On 11/11/08, James Dennett <[EMAIL PROTECTED]> wrote:
> On Tue, Nov 11, 2008 at 8:04 PM, Mark Tall <[EMAIL PROTECTED]> wrote:
> > On 12/11/2008, James Dennett <[EMAIL PROTECTED]> wrote:
> > > In a union only one field can be active at one time, hence
> > > initializing more than one makes no sense
> > > ...
> > > However, const items need to be initialized, hence potting two in a
> > > union makes no sense.
> >
> > Conceptually there is nothing wrong with having two or more const
> > members in a union.
>
> There is something very wrong with it.
>
> The idea of a union is that it's space for one of a collection of
> objects to be active at any one time.  Writing to one member
> invalidates all other members.
>
> (There are secondary uses of unions for type punning.  Most such uses
> are not valid portable C++, but g++ supports them because they're so
> common in real code.)
>
> > The compiler (or standard) should recognise this
> > particular case, and interpret that initialising one member of a union
> > is equivalent to initialising all the members, be they const or not.
>
> The members are only active one at a time.  It makes no sense to speak
> of them all being initialized.
>
> > > (The standard doesn't need an explicit rule to say that, as it's
> > > implied by other rules.)
> >
> > I'm not sure I agree with the standard.  The two requirements, i.e.

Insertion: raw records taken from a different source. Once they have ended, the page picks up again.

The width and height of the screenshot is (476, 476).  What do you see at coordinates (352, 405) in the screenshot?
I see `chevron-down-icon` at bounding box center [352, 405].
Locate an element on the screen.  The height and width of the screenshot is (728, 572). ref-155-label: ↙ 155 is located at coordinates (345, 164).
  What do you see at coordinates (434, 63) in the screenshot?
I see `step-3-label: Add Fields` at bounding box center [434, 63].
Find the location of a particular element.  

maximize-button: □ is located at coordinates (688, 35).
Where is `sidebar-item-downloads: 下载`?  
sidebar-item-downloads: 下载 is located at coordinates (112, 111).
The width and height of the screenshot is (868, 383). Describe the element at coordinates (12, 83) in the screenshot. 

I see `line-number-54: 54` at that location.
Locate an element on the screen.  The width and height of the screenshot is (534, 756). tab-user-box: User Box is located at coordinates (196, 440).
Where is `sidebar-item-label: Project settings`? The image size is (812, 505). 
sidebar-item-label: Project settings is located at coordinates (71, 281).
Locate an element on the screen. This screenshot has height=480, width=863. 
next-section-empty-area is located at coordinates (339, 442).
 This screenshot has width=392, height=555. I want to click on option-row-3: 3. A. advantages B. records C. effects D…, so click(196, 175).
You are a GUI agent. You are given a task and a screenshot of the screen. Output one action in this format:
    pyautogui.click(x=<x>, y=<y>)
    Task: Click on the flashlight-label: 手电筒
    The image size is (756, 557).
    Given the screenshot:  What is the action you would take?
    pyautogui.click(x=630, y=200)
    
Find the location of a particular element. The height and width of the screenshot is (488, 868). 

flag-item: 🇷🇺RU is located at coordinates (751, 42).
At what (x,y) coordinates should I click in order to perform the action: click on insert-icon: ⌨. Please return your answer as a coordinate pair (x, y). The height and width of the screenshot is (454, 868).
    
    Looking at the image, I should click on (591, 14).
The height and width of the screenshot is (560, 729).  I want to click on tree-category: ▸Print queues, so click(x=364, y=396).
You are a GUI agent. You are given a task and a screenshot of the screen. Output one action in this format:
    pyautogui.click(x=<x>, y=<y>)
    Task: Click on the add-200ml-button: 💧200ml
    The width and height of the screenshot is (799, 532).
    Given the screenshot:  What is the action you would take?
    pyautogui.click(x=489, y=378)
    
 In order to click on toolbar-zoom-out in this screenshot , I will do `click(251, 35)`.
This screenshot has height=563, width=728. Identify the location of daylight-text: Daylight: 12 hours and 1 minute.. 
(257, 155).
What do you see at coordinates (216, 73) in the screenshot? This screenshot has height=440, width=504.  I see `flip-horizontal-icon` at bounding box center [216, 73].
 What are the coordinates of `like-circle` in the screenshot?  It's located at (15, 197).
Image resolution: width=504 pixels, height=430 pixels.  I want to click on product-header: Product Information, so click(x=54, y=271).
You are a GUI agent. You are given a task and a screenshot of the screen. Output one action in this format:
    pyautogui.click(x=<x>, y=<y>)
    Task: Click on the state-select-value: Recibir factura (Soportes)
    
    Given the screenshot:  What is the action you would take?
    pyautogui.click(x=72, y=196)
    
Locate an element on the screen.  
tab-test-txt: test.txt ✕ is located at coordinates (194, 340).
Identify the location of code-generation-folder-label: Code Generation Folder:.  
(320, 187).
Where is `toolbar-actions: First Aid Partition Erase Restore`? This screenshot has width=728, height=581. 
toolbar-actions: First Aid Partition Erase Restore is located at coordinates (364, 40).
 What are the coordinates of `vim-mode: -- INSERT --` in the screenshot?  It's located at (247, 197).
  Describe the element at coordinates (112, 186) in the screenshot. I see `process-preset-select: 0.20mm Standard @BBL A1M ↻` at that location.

> > (i) need to initialise all consts, and (ii) only one member of a union
> > can be initialised, are at conflict with each other. Requirement (ii)
> > fullfills requirement (i), so the compiler shouldn't be complaining
> > about uninitialised consts.
>
> Initializing one member of a union does not (and generally cannot)
> initialize other members.  In general, the purpose of unions is to
> hold objects of different types.  There's no way in which initializing
> (say) a char can also be reasonably viewed as valid initialization of
> (say) a double, or vice versa.  But that's less important: the key
> issue is the concept of a union as having only one active member at
> any given time.
>
> You are, of course, free to dislike this.  C++0x is making substantial
> changes to handling of unions, but I cannot imagine any change such as
> you propose being accepted -- it just does too much violence to the
> model of what unions are.  You can also submit patches for gcc to
> implement what you wish as an extension to the standard; I'd be
> surprised if such a patch were accepted, but I have no way to know for
> sure.

In summary, the change to unions is to allow non-pod types in unions.
To use this capability, though, you need to remember what the last
active field was so you can destruct it.

I agree that having multiple initialized members of a union is highly
unlikely.  The semantics depend too much on the details of compilers
and platforms, so the best the standard could do is "implementation
defined", and the general trend is towards avoiding that were possible.